** EXTRACTED MATERIAL follows **

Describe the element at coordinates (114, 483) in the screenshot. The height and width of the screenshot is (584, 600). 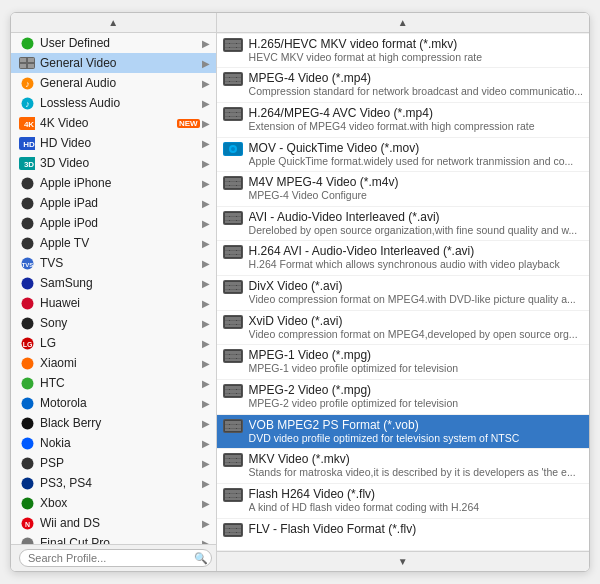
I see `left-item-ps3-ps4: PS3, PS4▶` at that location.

** End of EXTRACTED MATERIAL **
** EXTRACTED MATERIAL follows **

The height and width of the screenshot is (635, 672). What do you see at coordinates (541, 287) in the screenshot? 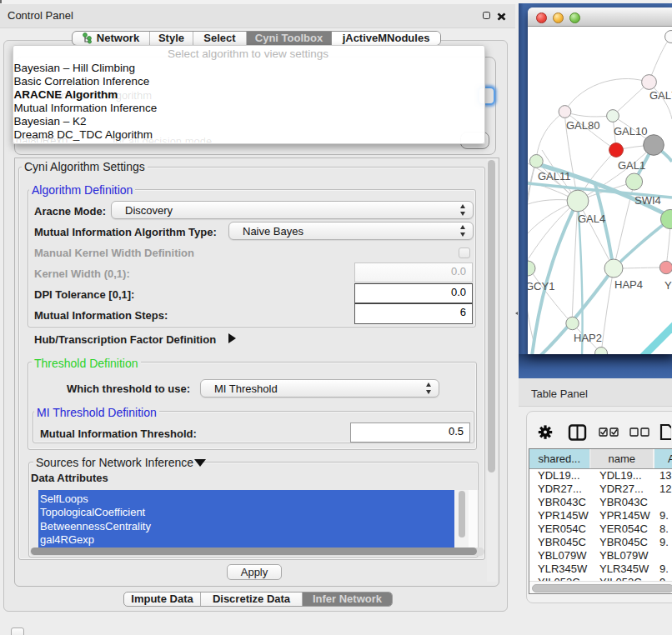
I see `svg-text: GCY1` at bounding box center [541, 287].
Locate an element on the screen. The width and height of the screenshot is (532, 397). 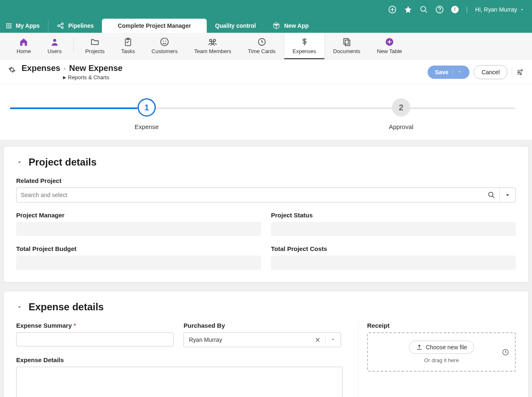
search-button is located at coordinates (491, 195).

** End of EXTRACTED MATERIAL **
** EXTRACTED MATERIAL follows **

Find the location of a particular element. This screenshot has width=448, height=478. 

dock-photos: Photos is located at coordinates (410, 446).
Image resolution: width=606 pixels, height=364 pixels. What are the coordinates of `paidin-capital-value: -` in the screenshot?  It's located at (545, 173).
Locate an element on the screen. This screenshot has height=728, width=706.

** End of EXTRACTED MATERIAL **

INSTRUCTIONS FOR THE TASK
Would you print, exactly as written, every line above from the one holding "Image resolution: width=606" through the one holding "Locate an element on the screen. This", with both included and no other lines?

TASK SOLUTION
Image resolution: width=606 pixels, height=364 pixels. What are the coordinates of `paidin-capital-value: -` in the screenshot?  It's located at (545, 173).
Locate an element on the screen. This screenshot has height=728, width=706.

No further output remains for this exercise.